During a manual installation, it is common practice to create a dedicated system user, often named observium , to run the application and its cron jobs. After verifying that no processes are running under this user with ps -u observium , you can safely remove the user and its home directory.
Run ps aux | grep observium to ensure no orphaned polling processes are actively running in the background. Your Ubuntu server is now entirely free of Observium.
He watched the directories scroll by: rrd/ , logs/ , includes/ , html/ . All those custom alerts he’d written. All those graphs he’d tweaked. All gone. uninstall observium ubuntu
Delete the dedicated Observium database user. Check your original config.php if you forgot the exact username: DROP USER 'observium'@'localhost'; Use code with caution. Flush the privileges to apply changes and exit: FLUSH PRIVILEGES; EXIT; Use code with caution. Step 3: Remove the Observium Installation Files
# Check if Observium was installed as a package dpkg -l | grep observium During a manual installation, it is common practice
sudo mysql -u root -p -e "SHOW DATABASES;" | grep observium
If you have custom logs or RRD paths outside /opt/observium (check your config.php before deletion), remove those as well. Common locations: Your Ubuntu server is now entirely free of Observium
Observium uses cron jobs to run periodic polling. Open the system cron directory or edit the crontab file where you added the Observium entries. If you used a dedicated cron file, delete it directly: sudo rm -f /etc/cron.d/observium Use code with caution.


[WHAT TO WORK ON]: Exact copies of all the lines below are required.

[Collected data]
----------

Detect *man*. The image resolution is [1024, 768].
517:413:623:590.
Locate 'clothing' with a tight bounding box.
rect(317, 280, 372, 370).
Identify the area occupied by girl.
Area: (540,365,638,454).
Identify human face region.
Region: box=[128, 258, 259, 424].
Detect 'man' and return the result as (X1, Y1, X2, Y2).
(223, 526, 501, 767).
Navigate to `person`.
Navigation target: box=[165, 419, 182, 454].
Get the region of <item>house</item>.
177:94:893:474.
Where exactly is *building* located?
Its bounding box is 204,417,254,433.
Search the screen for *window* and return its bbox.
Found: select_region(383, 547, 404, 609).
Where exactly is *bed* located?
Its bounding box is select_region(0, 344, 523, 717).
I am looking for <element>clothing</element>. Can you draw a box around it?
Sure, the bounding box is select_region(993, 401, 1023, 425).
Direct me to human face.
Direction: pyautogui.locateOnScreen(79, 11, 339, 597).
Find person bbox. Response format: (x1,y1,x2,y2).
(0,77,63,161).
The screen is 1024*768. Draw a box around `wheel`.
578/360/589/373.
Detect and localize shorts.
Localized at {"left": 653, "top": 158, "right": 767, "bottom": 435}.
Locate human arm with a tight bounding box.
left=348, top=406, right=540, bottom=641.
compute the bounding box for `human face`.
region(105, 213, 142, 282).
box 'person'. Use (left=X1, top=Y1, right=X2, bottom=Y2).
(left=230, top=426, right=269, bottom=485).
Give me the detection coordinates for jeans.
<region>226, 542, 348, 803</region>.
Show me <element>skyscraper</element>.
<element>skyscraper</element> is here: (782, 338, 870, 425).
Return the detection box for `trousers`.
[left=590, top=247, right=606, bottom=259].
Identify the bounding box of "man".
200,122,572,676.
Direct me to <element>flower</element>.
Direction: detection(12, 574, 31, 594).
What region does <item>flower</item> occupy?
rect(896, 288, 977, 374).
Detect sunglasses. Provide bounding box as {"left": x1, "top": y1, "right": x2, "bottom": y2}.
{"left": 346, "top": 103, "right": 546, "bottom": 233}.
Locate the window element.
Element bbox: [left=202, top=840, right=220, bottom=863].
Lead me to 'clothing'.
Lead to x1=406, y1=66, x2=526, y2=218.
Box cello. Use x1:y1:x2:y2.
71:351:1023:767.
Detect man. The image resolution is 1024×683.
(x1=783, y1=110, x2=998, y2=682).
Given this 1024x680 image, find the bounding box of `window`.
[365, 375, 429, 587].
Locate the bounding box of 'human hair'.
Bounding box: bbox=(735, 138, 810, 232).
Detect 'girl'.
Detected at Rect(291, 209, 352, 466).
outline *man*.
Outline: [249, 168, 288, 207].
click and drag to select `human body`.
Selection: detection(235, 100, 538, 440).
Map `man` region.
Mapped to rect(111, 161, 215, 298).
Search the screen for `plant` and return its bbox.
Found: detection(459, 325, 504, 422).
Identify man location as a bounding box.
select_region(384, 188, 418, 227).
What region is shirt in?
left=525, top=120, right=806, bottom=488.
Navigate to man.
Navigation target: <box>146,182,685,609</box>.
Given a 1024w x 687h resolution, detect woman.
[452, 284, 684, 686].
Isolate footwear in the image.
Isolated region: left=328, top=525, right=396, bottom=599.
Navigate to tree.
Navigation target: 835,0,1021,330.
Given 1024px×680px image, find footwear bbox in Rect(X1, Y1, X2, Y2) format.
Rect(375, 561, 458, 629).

----------

[EXPECTED OUTPUT]:
Detect *man*. The image resolution is [1024, 768].
517:413:623:590.
Locate 'clothing' with a tight bounding box.
rect(317, 280, 372, 370).
Identify the area occupied by girl.
Area: (540,365,638,454).
Identify human face region.
Region: box=[128, 258, 259, 424].
Detect 'man' and return the result as (X1, Y1, X2, Y2).
(223, 526, 501, 767).
Navigate to `person`.
Navigation target: box=[165, 419, 182, 454].
Get the region of <item>house</item>.
177:94:893:474.
Where exactly is *building* located?
Its bounding box is 204,417,254,433.
Search the screen for *window* and return its bbox.
Found: select_region(383, 547, 404, 609).
Where exactly is *bed* located?
Its bounding box is select_region(0, 344, 523, 717).
I am looking for <element>clothing</element>. Can you draw a box around it?
Sure, the bounding box is select_region(993, 401, 1023, 425).
Direct me to human face.
Direction: pyautogui.locateOnScreen(79, 11, 339, 597).
Find person bbox. Response format: (x1,y1,x2,y2).
(0,77,63,161).
The screen is 1024*768. Draw a box around `wheel`.
578/360/589/373.
Detect and localize shorts.
Localized at {"left": 653, "top": 158, "right": 767, "bottom": 435}.
Locate human arm with a tight bounding box.
left=348, top=406, right=540, bottom=641.
compute the bounding box for `human face`.
region(105, 213, 142, 282).
box 'person'. Use (left=X1, top=Y1, right=X2, bottom=Y2).
(left=230, top=426, right=269, bottom=485).
Give me the detection coordinates for jeans.
<region>226, 542, 348, 803</region>.
Show me <element>skyscraper</element>.
<element>skyscraper</element> is here: (782, 338, 870, 425).
Return the detection box for `trousers`.
[left=590, top=247, right=606, bottom=259].
Identify the bounding box of "man".
200,122,572,676.
Direct me to <element>flower</element>.
Direction: detection(12, 574, 31, 594).
What region does <item>flower</item> occupy?
rect(896, 288, 977, 374).
Detect sunglasses. Provide bounding box as {"left": x1, "top": y1, "right": x2, "bottom": y2}.
{"left": 346, "top": 103, "right": 546, "bottom": 233}.
Locate the window element.
Element bbox: [left=202, top=840, right=220, bottom=863].
Lead me to 'clothing'.
Lead to x1=406, y1=66, x2=526, y2=218.
Box cello. Use x1:y1:x2:y2.
71:351:1023:767.
Detect man. The image resolution is 1024×683.
(x1=783, y1=110, x2=998, y2=682).
Given this 1024x680 image, find the bounding box of `window`.
[365, 375, 429, 587].
Locate the bounding box of 'human hair'.
Bounding box: bbox=(735, 138, 810, 232).
Detect 'girl'.
Detected at Rect(291, 209, 352, 466).
outline *man*.
Outline: [249, 168, 288, 207].
click and drag to select `human body`.
Selection: detection(235, 100, 538, 440).
Map `man` region.
Mapped to rect(111, 161, 215, 298).
Search the screen for `plant` and return its bbox.
Found: detection(459, 325, 504, 422).
Identify man location as a bounding box.
select_region(384, 188, 418, 227).
What region is shirt in?
left=525, top=120, right=806, bottom=488.
Navigate to man.
Navigation target: <box>146,182,685,609</box>.
Given a 1024w x 687h resolution, detect woman.
[452, 284, 684, 686].
Isolate footwear in the image.
Isolated region: left=328, top=525, right=396, bottom=599.
Navigate to tree.
Navigation target: 835,0,1021,330.
Given 1024px×680px image, find footwear bbox in Rect(X1, Y1, X2, Y2) format.
Rect(375, 561, 458, 629).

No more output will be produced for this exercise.